Cager stepped forward then, slow and deliberate. She knelt beside the body, close enough that her shadow fell across the mark. For a moment, I thought she might touch it.

She didn't.

"Clear this," she said finally, her voice even but stripped of warmth. "Quietly. No rumors. No witnesses."

"And the message?" Grim asked.

Her gaze lifted, sharp enough to cut. "The message is received."

That was it.

We dispersed quickly after that. No ceremony. No discussion. The body would vanish by nightfall, swallowed by systems designed to erase mistakes. Or warnings.

Back at the lair, the atmosphere shifted.

It wasn't fear. The Creepers didn't do fear the way other people did. It was tension, coiled and watchful. Conversations lowered. Weapons were checked more carefully. Positions adjusted.

Cager issued orders with ruthless efficiency. Patrols reassigned. Routes altered. Meetings canceled or moved. She didn't explain why.

No one asked.

I caught fragments of whispers as I passed through corridors.

"They haven't marked someone like that since—"

"Thought that was done."

"It's personal."

That word again.

I didn't know the details, but I felt the weight of it settle into the walls around us.

I found Cager later in the weapons room, standing alone. The lights were dimmer here, the air cooler. Rows of blades lined the walls, each one meticulously maintained.

She didn't turn when I entered.

"You shouldn't be here," she said.

"I was told to check inventory," I replied.

A beat.

"By who?"

"Grim," I lied smoothly.

Another pause. Then, "Do it quickly."

I moved between the racks, hands busy, mind elsewhere. I could feel her presence behind me, heavy and tense, like a storm refusing to break.

"You know what that mark means," I said quietly.

"Yes."

"You didn't want us to hear it."

"No."

"Why?"

Silence stretched.

I turned, slowly, not challenging, just present. "You don't have to tell me," I added. "But pretending it doesn't matter won't make it less dangerous."

Her eyes snapped to mine.

For a moment, I thought she might snap at me. Order me out. Shut me down completely.

Instead, she exhaled through her nose, sharp and controlled.

"That mark," she said, "is a reminder."

"Of what?"

"Of what happens when you confuse loyalty with ownership."

The words landed hard.

I absorbed them carefully. "Were you loyal to them," I asked, "or did they think they owned you?"

Her gaze darkened. "Those two things look very similar from the outside."

That was the most she'd ever said about her past.

It felt like standing at the edge of something deep and cold.

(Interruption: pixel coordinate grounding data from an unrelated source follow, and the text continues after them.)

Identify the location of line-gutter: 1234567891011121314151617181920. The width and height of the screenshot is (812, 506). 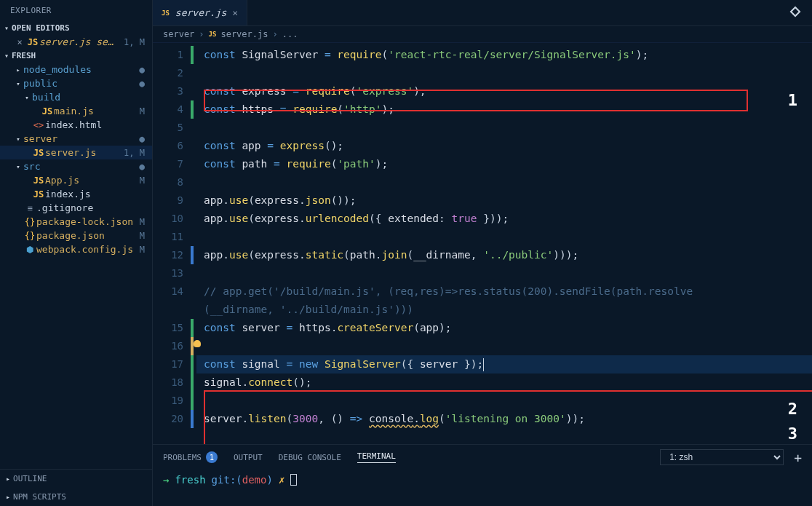
(175, 243).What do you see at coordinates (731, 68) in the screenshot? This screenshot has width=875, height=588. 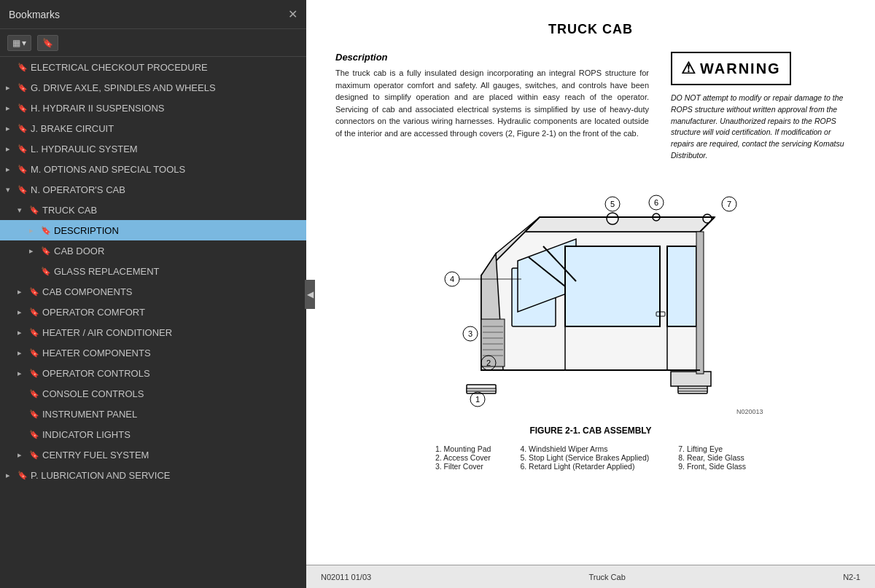 I see `warning-box: ⚠ WARNING` at bounding box center [731, 68].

I nodded once. "They're testing you."

"Yes."

"And us."

"Yes."

She stepped closer, stopping just short of my space. "This is where people get sloppy," she said. "They panic. They overreact. Or they freeze."

"I won't," I said.

"I know."

The certainty in her voice startled me.

She seemed to realize it too.

Her expression tightened, walls snapping back into place. "That confidence will get you killed if you don't earn it."

"I'm trying to," I replied.

Her eyes flicked to my hands. "You are."

Another silence. This one felt different. Charged. Unstable.

"Why didn't you come on the run yesterday?" I asked, changing direction.

She stiffened. "Because you didn't need me."

"That's not what I meant."

She looked at me again, really looked this time, like she was weighing whether to answer honestly or not at all.

"Because watching you from a distance is safer," she said finally.

"For who?"

Her jaw clenched. "For both of us."

That answer stayed with me long after I left the room.

That night, I dreamed of the mark.

Not the symbol itself, but the act of carving it. The patience. The intention. The way someone had taken the time to make sure it would be understood.

I woke before dawn, heart steady, mind alert.

The Saints had made their move.

Not with violence.

With memory.

And whatever history Cager shared with them, it wasn't finished demanding its due.

Neither, I realized, was my place in it.